This memorable phrase is how Lee Miller—by turns a fashion model, magazine photographer, studio operator, Surrealist innovator, international adventurer, and battlefield correspondent—summed up her approach to life and creativity. Lee Miller: Fearless is the first comprehensive survey of her photographs in more than 25 years and gathers together the major episodes of her singular career.
Self-Portrait with Headband (detail), about 1932
Lee Miller
Lee Miller Archives. © 2026 Lee Miller Archives, England. All rights reserved. www.leemiller.co.uk
Miller was born in Poughkeepsie, New York, in 1907. Intrepid from the first, she moved to Paris at barely 20 years old, simultaneously seeking work in front of and behind the camera. She pioneered Surrealist techniques and broached daring sexual subjects with a readiness that magnetized experimental artists and fashion editors alike. Miller excelled at portraiture as well and pictured a range of cultural figures in the 1930s, most of them personal friends, from Charlie Chaplin to Pablo Picasso.
By age 30 Miller had run commercial studios on both sides of the Atlantic; taken a star turn in art cinema and become an haute couture icon; and moving on from Paris to Cairo, influenced Egyptian modern art while reinvigorating her own work through travels in Egypt’s deserts.
David E. Scherman Dressed for War, 1942
Lee Miller
Lee Miller Archives. © 2026 Lee Miller Archives, England. All rights reserved. www.leemiller.co.uk
Yet she undertook a challenge of an entirely different order during World War II, especially as a correspondent for Vogue accredited with the United States Army in 1944–45. The inhumanities Lee Miller witnessed in Europe, especially at the Buchenwald and Dachau concentration camps, brought out her courage and deeply contradictory emotions; the experience, which she chronicled in extensive written and photographic dispatches from the German front, also left her traumatized for a number of years.
Give Us This Day Our Daily Bread, 1946
Lee Miller
Courtesy of Condé Nast Publications. © 2026 Lee Miller Archives, England. All rights reserved. www.leemiller.co.uk
Infantry Advancing, 1945
Lee Miller
Courtesy of Condé Nast Publications. © 2026 Lee Miller Archives, England. All rights reserved. www.leemiller.co.uk
Following the war, Miller remade herself once more, gaining renown in England as a chef and gardener, while quietly continuing to lead an artistic life through her final years. Lee Miller died in 1977 on the East Sussex farm she owned with her husband, artist Roland Penrose.
Lee Miller: Fearless is organized by the Art Institute of Chicago in collaboration with Tate Britain and Musée d’Art Moderne de Paris.
The exhibition is curated by Matthew S. Witkovsky, Richard and Ellen Sandor Chair and Curator, Photography and Media, and vice president for strategic art initiatives, the Art Institute of Chicago, and Hilary Floe, senior curator, Modern and Contemporary British Art, Tate Britain, with Saskia Flower, assistant curator, Modern and Contemporary British Art, Tate Britain, and Michal Goldschmidt, former assistant curator, Modern British Art, Tate Britain.
Sponsors
Major support for Lee Miller: Fearless is provided by Barbara Bluhm-Kaul and Don Kaul, Suzette and Ally Bulley, Tara Hirshberg, and the Opatrny Family Foundation.
Additional support is contributed by Anne L. Kaplan.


### Task details
Write out the records once more, exactly, and keep any image out.
--- Source data ---
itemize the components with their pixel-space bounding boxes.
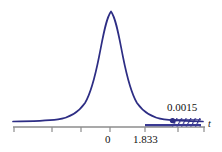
x-tick-label-critical-value: 1.833 [133,134,158,145]
x-tick-label-zero: 0 [105,134,111,145]
x-axis-label: t [208,119,211,129]
tail-area-label: 0.0015 [167,102,197,113]
critical-value-marker [170,118,175,123]
t-distribution-figure: 0 1.833 0.0015 t [0,0,222,152]
plot-canvas [0,0,222,152]
axis-tick-group [14,127,204,132]
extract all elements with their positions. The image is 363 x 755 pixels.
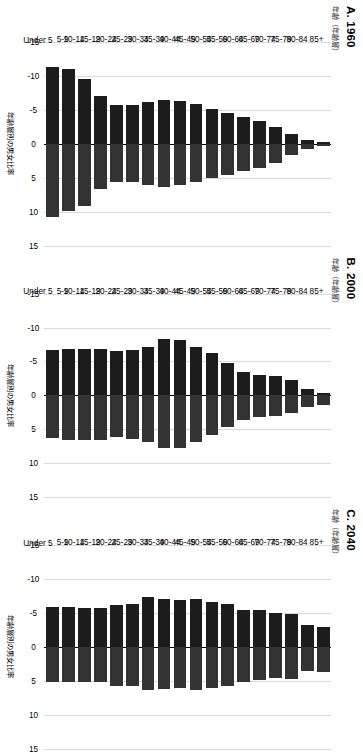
bar-female (142, 597, 155, 647)
bar-male (253, 395, 266, 417)
bar-row (46, 42, 59, 246)
bar-male (126, 647, 139, 686)
value-tick-label: -10 (21, 575, 47, 584)
bar-male (317, 647, 330, 672)
bar-row (285, 42, 298, 246)
legend-label: 男性 (0, 126, 1, 140)
bar-female (94, 608, 107, 647)
bar-male (237, 144, 250, 171)
value-tick-label: 15 (21, 241, 47, 250)
axis-title-and-legend: 年齢層別の男女比率男性女性 (4, 545, 16, 749)
value-tick-label: -15 (21, 38, 47, 47)
bar-female (126, 105, 139, 144)
bar-row (142, 294, 155, 498)
value-tick-label: 5 (21, 425, 47, 434)
bar-female (301, 625, 314, 647)
bar-male (158, 395, 171, 448)
value-tick-label: -5 (21, 609, 47, 618)
bar-row (62, 294, 75, 498)
legend-item[interactable]: 男性 (0, 370, 1, 392)
bar-row (301, 545, 314, 749)
bar-male (94, 144, 107, 189)
bar-male (78, 647, 91, 682)
bar-male (142, 144, 155, 185)
bar-row (126, 294, 139, 498)
bar-male (94, 647, 107, 682)
bar-row (221, 42, 234, 246)
bar-row (62, 545, 75, 749)
bar-male (237, 647, 250, 682)
bar-female (285, 614, 298, 647)
bar-row (206, 545, 219, 749)
bar-male (110, 647, 123, 686)
axis-title-and-legend: 年齢層別の男女比率男性女性 (4, 294, 16, 498)
legend-item[interactable]: 女性 (0, 651, 1, 673)
legend: 男性女性 (0, 42, 1, 246)
bar-male (190, 395, 203, 441)
bar-row (285, 545, 298, 749)
bar-male (285, 395, 298, 413)
bar-female (142, 347, 155, 396)
bar-male (221, 647, 234, 686)
chart-panel-1: A. 1960年齢（年齢層）85+80-8475-7970-7465-6960-… (0, 0, 363, 252)
bar-female (46, 607, 59, 647)
bar-female (301, 389, 314, 396)
bar-female (221, 113, 234, 144)
bar-male (174, 144, 187, 185)
value-tick-label: 0 (21, 391, 47, 400)
bar-row (94, 294, 107, 498)
bar-row (301, 42, 314, 246)
legend-item[interactable]: 女性 (0, 148, 1, 170)
bar-female (190, 347, 203, 396)
bar-row (206, 42, 219, 246)
legend-item[interactable]: 男性 (0, 621, 1, 643)
bar-female (237, 610, 250, 647)
bar-female (237, 117, 250, 143)
value-tick-label: 0 (21, 642, 47, 651)
legend-item[interactable]: 男性 (0, 118, 1, 140)
bar-male (174, 647, 187, 688)
x-axis-title: 年齢層別の男女比率 (6, 545, 17, 749)
bar-female (158, 339, 171, 395)
category-label: 85+ (310, 539, 324, 548)
legend-label: 男性 (0, 629, 1, 643)
bar-group (44, 42, 331, 246)
bar-male (142, 647, 155, 690)
y-axis-title: 年齢（年齢層） (331, 6, 341, 55)
bar-female (206, 353, 219, 395)
bar-female (62, 607, 75, 647)
bar-female (317, 142, 330, 144)
bar-row (237, 294, 250, 498)
legend-label: 女性 (0, 407, 1, 421)
bar-row (62, 42, 75, 246)
bar-female (158, 100, 171, 144)
value-tick-label: 10 (21, 207, 47, 216)
bar-female (190, 599, 203, 647)
bar-male (126, 144, 139, 182)
bar-female (269, 376, 282, 396)
chart-panel-3: C. 2040年齢（年齢層）85+80-8475-7970-7465-6960-… (0, 503, 363, 755)
bar-female (62, 69, 75, 144)
bar-female (285, 380, 298, 395)
bar-row (158, 294, 171, 498)
bar-male (269, 144, 282, 163)
bar-female (94, 349, 107, 395)
bar-row (78, 294, 91, 498)
legend-item[interactable]: 女性 (0, 399, 1, 421)
bar-male (78, 395, 91, 440)
bar-female (269, 613, 282, 647)
panel-title: A. 1960 (345, 6, 357, 48)
gridline-15 (44, 497, 331, 498)
bar-row (142, 42, 155, 246)
bar-group (44, 545, 331, 749)
bar-male (206, 144, 219, 178)
bar-male (253, 647, 266, 680)
bar-row (301, 294, 314, 498)
panel-title: C. 2040 (345, 509, 357, 551)
bar-male (269, 647, 282, 678)
bar-male (206, 395, 219, 435)
bar-male (221, 144, 234, 175)
bar-row (237, 545, 250, 749)
legend-label: 女性 (0, 155, 1, 169)
bar-row (94, 42, 107, 246)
---
### Expected output
itemize the components with their pixel-space bounding boxes.
x-tick-label-critical-value: 1.833 [133,134,158,145]
x-tick-label-zero: 0 [105,134,111,145]
x-axis-label: t [208,119,211,129]
tail-area-label: 0.0015 [167,102,197,113]
critical-value-marker [170,118,175,123]
t-distribution-figure: 0 1.833 0.0015 t [0,0,222,152]
plot-canvas [0,0,222,152]
axis-tick-group [14,127,204,132]
extract all elements with their positions. The image is 363 x 755 pixels.
bar-female (142, 597, 155, 647)
bar-male (253, 395, 266, 417)
bar-row (46, 42, 59, 246)
bar-male (126, 647, 139, 686)
value-tick-label: -10 (21, 575, 47, 584)
bar-male (317, 647, 330, 672)
bar-row (285, 42, 298, 246)
legend-label: 男性 (0, 126, 1, 140)
bar-female (94, 608, 107, 647)
bar-male (237, 144, 250, 171)
value-tick-label: 15 (21, 241, 47, 250)
axis-title-and-legend: 年齢層別の男女比率男性女性 (4, 545, 16, 749)
value-tick-label: -15 (21, 38, 47, 47)
bar-female (126, 105, 139, 144)
bar-row (142, 294, 155, 498)
value-tick-label: 5 (21, 425, 47, 434)
bar-female (301, 625, 314, 647)
bar-male (158, 395, 171, 448)
value-tick-label: -5 (21, 609, 47, 618)
bar-row (62, 294, 75, 498)
legend-item[interactable]: 男性 (0, 370, 1, 392)
bar-row (301, 545, 314, 749)
bar-male (94, 144, 107, 189)
bar-male (78, 647, 91, 682)
bar-male (142, 144, 155, 185)
bar-row (126, 294, 139, 498)
bar-male (94, 647, 107, 682)
bar-row (221, 42, 234, 246)
bar-row (62, 545, 75, 749)
bar-male (237, 647, 250, 682)
bar-female (285, 614, 298, 647)
bar-row (206, 545, 219, 749)
bar-male (110, 647, 123, 686)
axis-title-and-legend: 年齢層別の男女比率男性女性 (4, 294, 16, 498)
legend-item[interactable]: 女性 (0, 651, 1, 673)
legend: 男性女性 (0, 42, 1, 246)
bar-male (190, 395, 203, 441)
bar-row (285, 545, 298, 749)
bar-male (285, 395, 298, 413)
bar-female (142, 347, 155, 396)
bar-male (221, 647, 234, 686)
chart-panel-1: A. 1960年齢（年齢層）85+80-8475-7970-7465-6960-… (0, 0, 363, 252)
bar-female (46, 607, 59, 647)
bar-female (301, 389, 314, 396)
bar-female (221, 113, 234, 144)
bar-male (174, 144, 187, 185)
value-tick-label: 0 (21, 391, 47, 400)
bar-row (94, 294, 107, 498)
bar-row (301, 42, 314, 246)
legend-item[interactable]: 女性 (0, 148, 1, 170)
bar-female (190, 347, 203, 396)
bar-row (206, 42, 219, 246)
legend-item[interactable]: 男性 (0, 621, 1, 643)
bar-female (237, 610, 250, 647)
bar-female (237, 117, 250, 143)
value-tick-label: 0 (21, 642, 47, 651)
legend-item[interactable]: 男性 (0, 118, 1, 140)
bar-male (174, 647, 187, 688)
x-axis-title: 年齢層別の男女比率 (6, 545, 17, 749)
bar-female (158, 339, 171, 395)
category-label: 85+ (310, 539, 324, 548)
legend-label: 男性 (0, 629, 1, 643)
bar-group (44, 42, 331, 246)
bar-male (142, 647, 155, 690)
y-axis-title: 年齢（年齢層） (331, 6, 341, 55)
bar-female (206, 353, 219, 395)
bar-female (62, 607, 75, 647)
bar-female (317, 142, 330, 144)
bar-row (237, 294, 250, 498)
legend-label: 女性 (0, 407, 1, 421)
bar-row (62, 42, 75, 246)
bar-female (158, 100, 171, 144)
value-tick-label: 10 (21, 207, 47, 216)
bar-female (190, 599, 203, 647)
bar-male (126, 144, 139, 182)
bar-female (269, 376, 282, 396)
chart-panel-3: C. 2040年齢（年齢層）85+80-8475-7970-7465-6960-… (0, 503, 363, 755)
bar-female (62, 69, 75, 144)
bar-female (285, 380, 298, 395)
bar-row (158, 294, 171, 498)
bar-male (269, 144, 282, 163)
bar-female (94, 349, 107, 395)
bar-row (78, 294, 91, 498)
legend-item[interactable]: 女性 (0, 399, 1, 421)
bar-male (78, 395, 91, 440)
bar-female (269, 613, 282, 647)
panel-title: A. 1960 (345, 6, 357, 48)
gridline-15 (44, 497, 331, 498)
bar-row (142, 42, 155, 246)
bar-group (44, 545, 331, 749)
bar-male (206, 144, 219, 178)
bar-male (253, 647, 266, 680)
bar-row (301, 294, 314, 498)
panel-title: C. 2040 (345, 509, 357, 551)
bar-male (269, 647, 282, 678)
bar-male (206, 395, 219, 435)
bar-male (221, 144, 234, 175)
bar-row (237, 545, 250, 749)
legend-label: 女性 (0, 155, 1, 169)
bar-row (94, 42, 107, 246)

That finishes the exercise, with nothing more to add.